The Electric State is the latest Netflix dud
Mike Finnerty 12 Mar 2025
What would you do with $320 million dollars?

In modern-day terms, that’s nearly the amount that America parted way with to conduct the Louisiana Purchase with France in 1803, a Saudi Arabian football club would need that much to buy Mo Salah from Liverpool or it could pay for 1.2% of the Metrolink based on current estimates.
If you’re Netflix, you spend that same amount of money on The Electric State, an insult to the bottom of the barrel.
Netflix’s reputation is back in the black thanks to the smash success of Adolescence, a series which they poached from Amazon Prime Video.
Adolescence has garnered major critical acclaim for its uncompromising exploration of incel culture and its innovative cinematography which rips up the rulebook of what can be done in television.
The Electric State, meanwhile, is a perfect encapsulation of what Netflix does wrong with films.
The underdog story of Anora winning five Oscars on a shoestring budget makes Netflix spending like the Lehman Brothers in 2007 look even more ridiculous.
Netflix has spent a cumulative total of $1 billion on action films like The Gray Man, Red Notice, 6 Underground, The Adam Project and now, The Electric State in a bid to bring the cinema home.
In the case of all those films, you would be asking for a refund if you paid cinema prices.
Trying to review The Electric State is a moot point; it’s easier to turn this into a broader view of what Netflix gets wrong with its big-budget films and attempts to put the multiplex in your living room.
Netflix has spent big before; they gave Martin Scorsese $200 million to make The Irishman in 2019 and gave Noah Baumbach $100 million in 2022 to direct the unadaptable White Noise.
In those cases, those films were Netflix spending big on auteurs.
We throw the term “auteur” around a lot in reviews, and for those who don’t use Letterboxd or were never cornered by an annoying film student at house parties in college, an auteur refers to a director who has a high level of creative control over a project and makes their films easily identifiable.
For a frame of reference, the dearly departed David Lynch could be identified as an auteur because of his singular, weird vision for his projects.
So with that established, do the Russo Brothers, the guys who made Avengers: Infinity War and Endgame count as auteurs?
That would be a bit like saying that Kilkenny have a good shot at winning the Sam Maguire this year.
It’s delusional at best, and misinformation at worst, yet Netflix have doubled down on treating the Russos as their Eric Cantona in the fight against the Hollywood establishment.
We’ll save you two hours; they aren’t.
The problem with the Russos, and this extends to Netflix’s own Stranger Things, is trying to replicate the Steven Spielberg, George Lucas and James Cameron feel without actually managing to find the vein.
The Electric State, based on a 2018 book, is set in the 1990s which gives the Russos the chance to play expensive music and riff on Terminator 2.
Millie Bobby Brown stars as a teenager who is living in a world fresh from a robot-human war, which the humans won after technology was developed which allowed humans to win.
The technology allows people to upload their minds into the robots which creates an interesting Wall-E style world where humans, in theory, can have their minds live forever in the body of a drone while their flesh and blood body wastes away.
This interesting set-up is then jettisoned so Millie Bobby Brown and Chris Pratt can have hijinks with funny robots.
In as many weeks, we are reviewing a film with a good Twilight Zone-y premise and it totally fails to make the most out of it.
However, there is a crucial difference between a film like this and Mickey 17.
Mickey 17, as flawed as it is, is definitely a film made by Bong-Joon Ho, warts and all.
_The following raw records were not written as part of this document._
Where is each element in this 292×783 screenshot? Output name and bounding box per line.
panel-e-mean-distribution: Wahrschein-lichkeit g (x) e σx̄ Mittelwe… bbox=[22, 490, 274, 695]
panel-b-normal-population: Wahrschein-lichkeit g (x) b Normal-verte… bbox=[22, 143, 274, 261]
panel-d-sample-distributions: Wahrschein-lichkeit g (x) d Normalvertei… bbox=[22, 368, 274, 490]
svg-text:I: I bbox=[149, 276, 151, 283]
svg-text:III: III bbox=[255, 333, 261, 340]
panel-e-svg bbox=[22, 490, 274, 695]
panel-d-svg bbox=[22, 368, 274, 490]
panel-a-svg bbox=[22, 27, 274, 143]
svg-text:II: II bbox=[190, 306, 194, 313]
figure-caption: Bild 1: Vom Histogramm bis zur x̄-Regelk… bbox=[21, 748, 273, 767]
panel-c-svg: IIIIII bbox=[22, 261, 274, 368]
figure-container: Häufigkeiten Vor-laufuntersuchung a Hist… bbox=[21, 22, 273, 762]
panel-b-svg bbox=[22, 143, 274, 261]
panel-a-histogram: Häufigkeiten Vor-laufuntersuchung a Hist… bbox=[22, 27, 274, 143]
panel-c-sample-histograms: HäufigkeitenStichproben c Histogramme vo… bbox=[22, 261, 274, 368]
There are creative decisions, however good or bad, being made by someone with a vision.
The Electric State has none of that, it’s a typical big-budget Netflix film insofar as you instantly forget what happened the minute the credits roll and is rejected by your brain to make room for more rock music trivia.
When you hear a film costs over $300 million you’d expect there to be some wow and pizzazz – after all, David Lean made Lawrence Of Arabia for less than half of that all the way back in 1963 and Christopher Nolan managed to make a film like Oppenheimer for about 200 million all-in.
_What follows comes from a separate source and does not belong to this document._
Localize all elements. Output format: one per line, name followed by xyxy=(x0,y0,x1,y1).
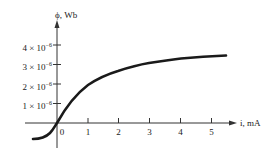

Netflix spends money on films the same way Manchester United spends on players – style over substance.
Millie Bobby Brown and Chris Pratt are who you cast in a movie because ChatGPT told you to, some well-paid marketing consultant (or as we suspect, AI) told Netflix those stars could plug the film to their social media followers with their massive combined reach, but at no stage did an actual human being who has seen a movie step in and say “stop.”
In the weeks after David Lynch passed, Netflix boss Ted Sarandos said he was working with Lynch about the possibility of funding a new project from him, but it was scuppered by the pandemic.
The Russo Brothers getting that much money from Netflix feels like we, as a culture, are the victims of a cruel cosmic joke.